May 4, 2009
I didn't tell the cops everything and having to hold on to the truth bothers me. I noticed a shift in my life two weeks ago, after I was making my way to the subway after school. Although I wasn't going home that day. I had gone to drop off my sisters duffel bag for her final track meet when I heard the startling news.
"She hasn't come to practice?" I repeated her coach's statement aghast.
"She hasn't even signed up for track this year."
"She hasn't?"
Coach Henderson was massive and her sour demeanor mixed with her deathly dark hair, dark colored eyes and terrible tan made it difficult to stare at her directly without ending up teary eyed.
"No. Is there something going on?"
"No. Its...its nothing." I mumbled. I quickly left after apologizing with Isabel's duffel bag still hanging over my shoulder.
I was walking down the steps to the subway when a woman brushed past me roughly, nearly causing me to tumble. She didn't apologize. Her abruptness yanked me out of my daydream and threw me back into reality. I swiped my card as I entered the gates that lead to the station just as a train set off to its next destination. From the corner of my eye I saw a flash of red hair that disappeared at the top of the stairs and I frowned. I heard the sound of the next train stopping and the murmurs of passengers as they hurried in and out of the train but my mind didn't pay much attention to that; there was something much more important that I needed to get to the bottom of. There was only one person that I knew that had such vibrant red hair.
Isabel? She lied about practice...so where does she go everyday after school?
"Are you getting in or not?" asks a woman inside the train harshly. She was dressed in a black and white suit with her blonde hair pulled in a tight ponytail as her green eyes bore down on me as if she wanted my soul to be ripped from my own body. Her olive skin tone was the only thing that kept her from looking completely menacing and if she had put a smile on her face she would have actually appeared kind and generous. She was gripping onto her cell phone with her foot tapping furiously. She was obviously in a hurry but her strident response caused me to prolong my response just to piss her off even more.
"No, I'm good" I say slowly. The train door closed shortly after my response but I was already gone. I swiftly climbed up the stairs to not lose track of Isabel and attempted to blend in with the crowd of people that exited the subway station as I spotted her only a mile or so away from me.
The crowd grew smaller and smaller as everyone headed to their destination and I was left exposed and vulnerable to Isabel's eyes that was if she had turned back and looked behind her. I began to use my surroundings to navigate through the streets, staying a close distance too Isabel but not to close for she would have noticed me.
As I followed her through the streets the amount of people walking down the streets decreased drastically, the amount of graffiti increased, and the sun began to fall. There were clothes being hanged on the sides of buildings, and as I passed people they began to look at me as if I was a pinata that held the precious candy that they desired so much. I was in the shadiest part of town a place that I didn't belong in. Anyone sensible wouldn't step a foot in this neighborhood unless they wanted to lose one of their vital organs or worse, end up dead. Anyone well dressed would have stuck out like a sore thumb here and someone dressed in a tailored navy blue school uniform would be nothing more than a target, and sadly I was no exception.
What are you doing in a place like this Isabel? What have you gotten yourself into?
"Hey there girly what's a pretty thing like you doing here all by yourself?" asks a woman possibly in her late forties or early fifties. She smiled at me showing her chipped yellow teeth. Her makeup was a mess. Her eyelids were a rainbow of colors and her red lipstick wasn't even put on with any care. Her skin was an array of colors possibly due to sunburns and she held a lit cigarette in her hand as she stood in front of her door in a pink tank top and black sweats. Her feet were bare and her hair already graying was being kept up by a tortoise shell hair clamp.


# What to do:
When you copy the material below, keep every line exact and omit the pictures.

########

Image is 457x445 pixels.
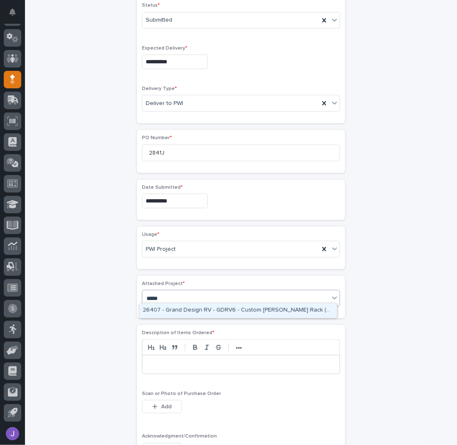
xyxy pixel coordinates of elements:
[146,16,172,25] span: Submitted
[233,342,245,352] button: •••
[142,232,159,237] span: Usage
[142,391,221,396] span: Scan or Photo of Purchase Order
[146,245,176,253] span: PWI Project
[142,135,172,140] span: PO Number
[4,3,21,21] button: Notifications
[161,403,171,409] span: Add
[142,400,182,413] button: Add
[142,433,217,438] span: Acknowledgment/Confirmation
[142,3,160,8] span: Status
[146,99,183,108] span: Deliver to PWI
[4,425,21,442] button: users-avatar
[142,330,214,335] span: Description of Items Ordered
[142,86,177,91] span: Delivery Type
[236,344,242,351] strong: •••
[142,185,183,190] span: Date Submitted
[139,303,337,318] div: 26407 - Grand Design RV - GDRV6 - Custom Lino Rack (Slide Out Rolls)
[142,281,185,286] span: Attached Project
[142,46,187,51] span: Expected Delivery
[10,8,21,22] div: Notifications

########

# Output below:
Image is 457x445 pixels.
xyxy pixel coordinates of elements:
[146,16,172,25] span: Submitted
[233,342,245,352] button: •••
[142,232,159,237] span: Usage
[142,391,221,396] span: Scan or Photo of Purchase Order
[146,245,176,253] span: PWI Project
[142,135,172,140] span: PO Number
[4,3,21,21] button: Notifications
[161,403,171,409] span: Add
[142,400,182,413] button: Add
[142,433,217,438] span: Acknowledgment/Confirmation
[142,3,160,8] span: Status
[146,99,183,108] span: Deliver to PWI
[4,425,21,442] button: users-avatar
[142,330,214,335] span: Description of Items Ordered
[142,86,177,91] span: Delivery Type
[236,344,242,351] strong: •••
[142,185,183,190] span: Date Submitted
[139,303,337,318] div: 26407 - Grand Design RV - GDRV6 - Custom Lino Rack (Slide Out Rolls)
[142,281,185,286] span: Attached Project
[142,46,187,51] span: Expected Delivery
[10,8,21,22] div: Notifications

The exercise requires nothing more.